@article{Monechi2016,
title = {Significance and Popularity in Music Production Paper},
author = {Bernardo Monechi and Pietro Gravino and Vito DP Servedio and Francesca Tria and Vittorio Loreto },
editor = {The Royal Society},
url = {http://xtribe.eu/sites/default/files/kreyon_files/Significance_and_Popularity_in_Music_Production.pdf},
year = {2016},
date = {2016-03-05},
journal = {Open Science},
volume = {4},
number = {7},
pages = {170433},
publisher = {submitted to PLoS ONE},
abstract = {In the world of creative productions there is a constant struggle to achieve fame and popularity. While highly popular creations are usually well remembered throughout the years, many influential works that did not achieve that status are long-forgotten. Due to their relevance for the whole artistic production, it is important to identify them and save their memory for obvious cultural reasons. In this paper we focus on the musical context and we analyze the dynamics of the tagging process on Last.fm, an on-line catalog of music albums.
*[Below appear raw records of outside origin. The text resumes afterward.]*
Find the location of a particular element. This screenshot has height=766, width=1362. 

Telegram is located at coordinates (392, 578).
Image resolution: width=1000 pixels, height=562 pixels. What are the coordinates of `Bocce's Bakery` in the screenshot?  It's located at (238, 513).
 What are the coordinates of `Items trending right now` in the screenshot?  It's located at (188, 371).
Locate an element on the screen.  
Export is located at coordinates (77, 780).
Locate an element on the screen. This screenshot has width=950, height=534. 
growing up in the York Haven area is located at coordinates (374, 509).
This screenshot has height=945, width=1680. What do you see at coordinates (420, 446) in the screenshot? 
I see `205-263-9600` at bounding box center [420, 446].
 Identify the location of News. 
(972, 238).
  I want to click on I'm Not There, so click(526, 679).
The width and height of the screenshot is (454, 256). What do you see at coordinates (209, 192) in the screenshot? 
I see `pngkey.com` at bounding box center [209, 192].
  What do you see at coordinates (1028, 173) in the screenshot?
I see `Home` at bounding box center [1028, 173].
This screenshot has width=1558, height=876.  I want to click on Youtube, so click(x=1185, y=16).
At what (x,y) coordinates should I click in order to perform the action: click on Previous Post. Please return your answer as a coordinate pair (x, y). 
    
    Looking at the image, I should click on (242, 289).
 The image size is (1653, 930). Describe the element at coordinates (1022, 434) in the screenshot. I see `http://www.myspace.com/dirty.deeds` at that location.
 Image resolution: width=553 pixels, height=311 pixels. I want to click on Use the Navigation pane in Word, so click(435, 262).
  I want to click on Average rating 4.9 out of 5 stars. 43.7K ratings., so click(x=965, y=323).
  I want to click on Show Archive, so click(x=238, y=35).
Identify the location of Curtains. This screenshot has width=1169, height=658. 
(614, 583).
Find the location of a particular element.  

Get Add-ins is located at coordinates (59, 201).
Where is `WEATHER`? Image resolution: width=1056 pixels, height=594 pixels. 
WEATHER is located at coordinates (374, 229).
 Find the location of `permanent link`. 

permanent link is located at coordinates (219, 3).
We define a set of general metrics aiming at characterizing the creative potential and the long-term significance of creative products and we apply them to the case of musical albums. We then adopt these metrics to implement an automated prediction method of both the commercial success of a creation and its belonging to expert validated lists of particularly creative and important works. We show that our metrics are not only useful to asses such predictions, but can also highlight important differences between culturally relevant and simply popular products of human creative production.},
keywords = {complex networks, creativity, kreyon, music, popularity},
pubstate = {published},
tppubtype = {article}
}
In the world of creative productions there is a constant struggle to achieve fame and popularity. While highly popular creations are usually well remembered throughout the years, many influential works that did not achieve that status are long-forgotten. Due to their relevance for the whole artistic production, it is important to identify them and save their memory for obvious cultural reasons. In this paper we focus on the musical context and we analyze the dynamics of the tagging process on Last.fm, an on-line catalog of music albums. We define a set of general metrics aiming at characterizing the creative potential and the long-term significance of creative products and we apply them to the case of musical albums. We then adopt these metrics to implement an automated prediction method of both the commercial success of a creation and its belonging to expert validated lists of particularly creative and important works. We show that our metrics are not only useful to asses such predictions, but can also highlight important differences between culturally relevant and simply popular products of human creative production.